Bone Clocks (Mitchell) - Book Reviews

Book Reviews
Holly Sykes…attests to this highly cerebral author's ability to create a thoroughly captivating character. Holly's poignant charm and Mr. Mitchell's sheer fluency as a writer help the reader speed through this 600-plus-page novel with pleasure…Mitchell is able to scamper nimbly across decades of Holly's life, using his prodigious gifts as a writer to illuminate the very different chapters of her story. Like a wizard tapping his wand here and there, he turns on the lights in a succession of revealing little dioramas…Mitchell's heavy arsenal of talents is showcased in these pages: his symphonic imagination; his ventriloquist's ability to channel the voices of myriad characters from different time zones and cultures; his intuitive understanding of children and knack for capturing their solemnity and humor; and his ear for language…Holly's emergence from The Bone Clocks as the most memorable and affecting character Mr. Mitchell has yet created is a testament to his skills as an old-fashioned realist, which lurk beneath the razzle-dazzle postmodern surface of his fiction
Michiko Kakutani - New York Times


Astonishing.... No one, clearly, has ever told Mitchell that the novel is dead. He writes with a furious intensity and slapped-awake vitality, with a delight in language and all the rabbit holes of experience.... In his sixth novel, he’s brought together the time-capsule density of his eyes-wide-open adventure in traditional realism with the death-defying ambitions of Cloud Atlas until all borders between pubby England and the machinations of the undead begin to blur. . . . He clearly believes not just in words, alternate realities, burps of synchronicity, but in the excitement of thinking about belief and extending its borders without losing the clank of the real.... Not many novelists could take on plausible Aboriginal speech, imagine a world after climate change has ravaged it and wonder whether whales suffer from unrequited love.... Very few [writers] excite the reader about both the visceral world and the visionary one as Mitchell does.
Pico Iyer - New York Times Book Review


A hell of a great read...wild, funny, terrifying...a slipstream masterpiece all its own.... David Mitchell is a genre-bending, time-leaping, world-traveling, puzzle-making, literary magician, and The Bone Clocks is one of his best books.
Esquire
 

A fantastic, perilous journey over continents and decades. Fans of Mitchell’s Cloud Atlas will find this equally ambitious and mind-bending.
Marie Claire
 

Mitchell is back to try to shoot the moon again in a sweeping epic, The Bone Clocks, that, like Cloud Atlas, spans the ages and tinkers with the hidden gears of human history. It reads as if it were dreamed up whole and plotted out in a huge unlined notebook packed with drawings, charts, explosions of scribbles.
GQ


(Starred review.) A globe-trotting, time-bending epic that touches down in, among other places, England, Switzerland, Iraq, and Australia.... Is The Bone Clocks the most ambitious novel ever written, or just the most Mitchell-esque? . . . From gritty realism to far-out fantasy, each section has its own charm and surprises. With its wayward thoughts, chance meetings, and attention to detail, [David] Mitchell’s novel is a thing of beauty.... The less said about the plot the better, but fans of Mitchell’s books will be thrilled.
Publishers Weekly


Curiouser and curiouser...mind-bending, interlocking tales that are reminiscent of a (very) adult version of Alice in Wonderland.... [The Bone Clocks] won’t disappoint (Editor's Pick).
Library Journal


(Starred review.) Another exacting, challenging and deeply rewarding novel from logophile and time-travel master Mitchell. As this long (but not too long) tale opens, we’re in the familiar territory of Mitchell’s Black Swan Green (2006)—Thatcher’s England, that is. A few dozen pages in, and Mitchell has subverted all that.... The next 600 pages...[move] back and forth among places..., times and states of reality.... Speculative, lyrical and unrelentingly dark—trademark Mitchell, in other words.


• **How to complete this task**
Please transcribe exactly the lines from the line holding "in a rectangle." through the end of the data below, and skip any pictures.

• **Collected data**
-*-

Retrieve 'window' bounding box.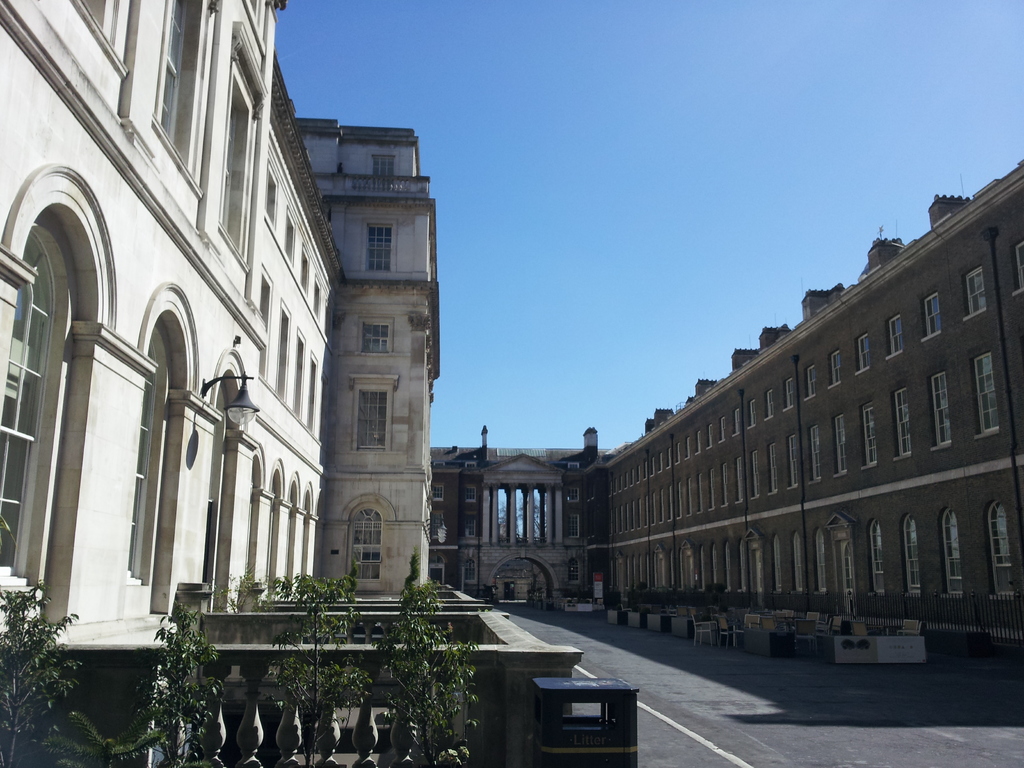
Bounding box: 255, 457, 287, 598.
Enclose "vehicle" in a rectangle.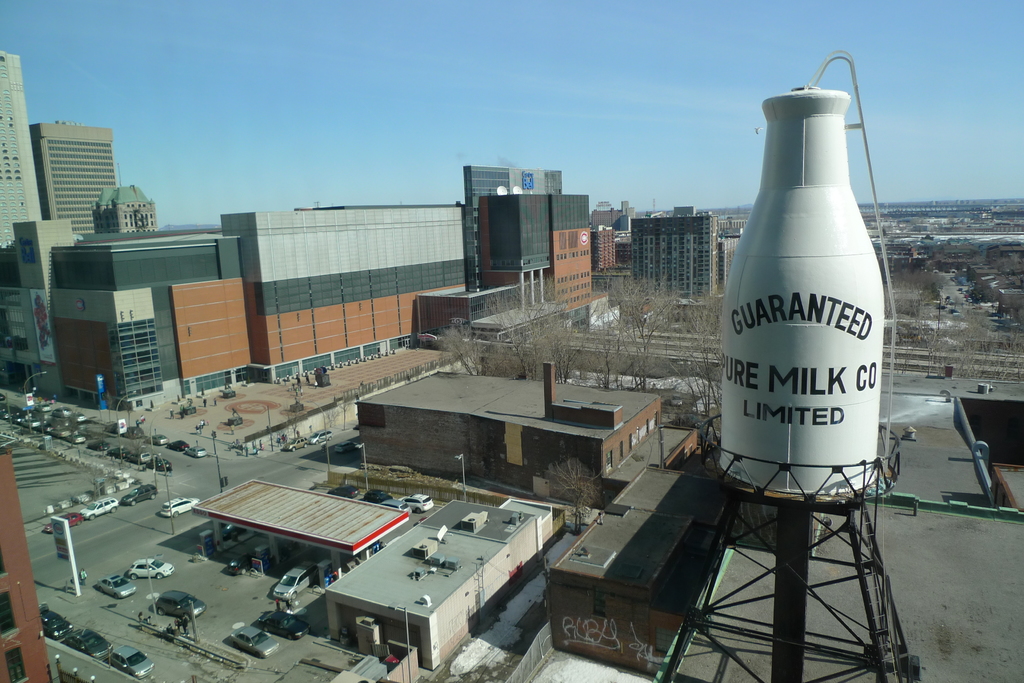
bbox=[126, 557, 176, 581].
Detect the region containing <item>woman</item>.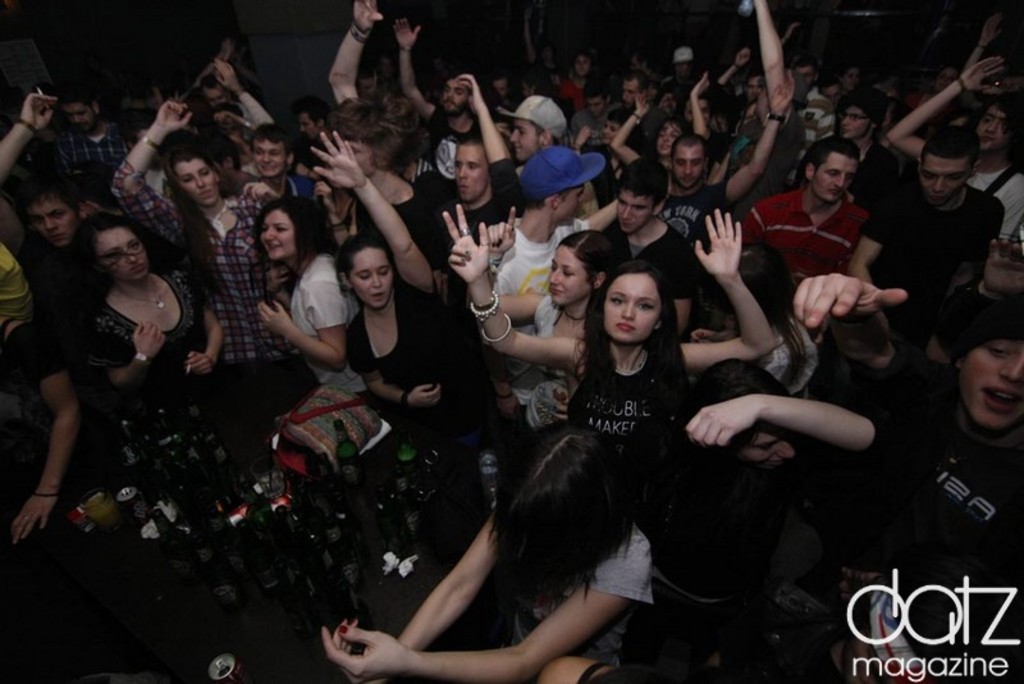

-*-

• **Output of the exercise**
Enclose "vehicle" in a rectangle.
bbox=[126, 557, 176, 581].
Detect the region containing <item>woman</item>.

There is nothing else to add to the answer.